Organic load, metals, sunlight, and rough pipe interiors can consume free chlorine. The optional “loss per hour” setting estimates this consumption during the contact period using a compounding factor. Even a modest 5% hourly loss over 8 hours increases the needed dose by about 48% (1.058 ≈ 1.48). If you do not have demand data, start with 0% loss and verify residuals with a test kit.
Measure volume carefully, add product to moving water when possible, and circulate to reach dead-ends and emitters. For tanks, recirculate with a pump; for irrigation loops, open zones sequentially to pull disinfectant through the network. Maintain contact time, then flush until chlorine readings stabilize at your desired level. Record the date, dose, and measured residual to refine future loss estimates.
Consistent logs support repeatable sanitation. Use the “Add to Table” action after a calculation, then export CSV for spreadsheets or PDF for maintenance binders. Track water volume, target ppm, product strength, and any loss assumption. Over several treatments, your measured post-contact residuals will help you calibrate safety margin and decay settings for your specific site conditions.
ppm is parts per million and, for water, it is equivalent to mg/L. A 40 ppm target means 40 milligrams of available chlorine per liter of water in the treated system.
If you cannot measure current free chlorine, enter 0 ppm. The calculator will assume no existing residual and size the dose for the full target increase.
Use the percentage printed on the container label. If the label gives a different format, convert to percent strength or choose a close typical value such as 6%, 10%, or 12.5%.

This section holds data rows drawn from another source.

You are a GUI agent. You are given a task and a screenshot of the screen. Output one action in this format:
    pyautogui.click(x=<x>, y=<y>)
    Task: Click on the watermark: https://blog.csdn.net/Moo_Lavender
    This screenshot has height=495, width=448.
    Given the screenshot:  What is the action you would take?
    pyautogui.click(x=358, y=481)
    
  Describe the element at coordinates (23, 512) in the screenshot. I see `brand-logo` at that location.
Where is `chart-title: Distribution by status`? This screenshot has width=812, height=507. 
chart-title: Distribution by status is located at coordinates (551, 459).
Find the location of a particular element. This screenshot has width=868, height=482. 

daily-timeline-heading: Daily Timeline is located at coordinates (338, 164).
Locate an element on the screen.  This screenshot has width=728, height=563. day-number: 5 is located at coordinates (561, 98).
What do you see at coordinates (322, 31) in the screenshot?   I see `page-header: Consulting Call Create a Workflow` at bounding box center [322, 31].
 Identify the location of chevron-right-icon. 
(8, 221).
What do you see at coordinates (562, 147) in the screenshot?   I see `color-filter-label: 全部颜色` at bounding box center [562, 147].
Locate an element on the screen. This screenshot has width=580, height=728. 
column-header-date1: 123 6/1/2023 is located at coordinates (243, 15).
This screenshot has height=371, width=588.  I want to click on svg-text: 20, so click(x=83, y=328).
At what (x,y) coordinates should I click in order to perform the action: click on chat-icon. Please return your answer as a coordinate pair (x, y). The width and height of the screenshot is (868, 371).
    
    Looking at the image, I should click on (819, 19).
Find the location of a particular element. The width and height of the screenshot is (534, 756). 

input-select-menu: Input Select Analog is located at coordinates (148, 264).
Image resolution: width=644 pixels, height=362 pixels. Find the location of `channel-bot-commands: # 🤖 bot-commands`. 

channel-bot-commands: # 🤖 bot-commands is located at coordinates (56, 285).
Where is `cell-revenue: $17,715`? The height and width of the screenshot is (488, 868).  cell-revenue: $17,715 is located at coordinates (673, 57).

Use it when you expect noticeable chlorine consumption during the contact period, such as dirty tanks, heavy biofilm, or high sunlight exposure. Start low (2–5%) and refine based on measured residuals.
A safety margin helps cover measurement error, imperfect mixing, and product aging. If you routinely measure lower-than-expected residuals after contact time, increase the margin slightly and re-test.
Flush lines and tanks until chlorine readings reach your acceptable operating level. Refill with clean water if needed, then verify again. Keep records of dose, time, and test results for future maintenance.
Important Note: All the Calculators listed in this site are for educational purpose only and we do not guarentee the accuracy of results. Please do consult with other sources as well.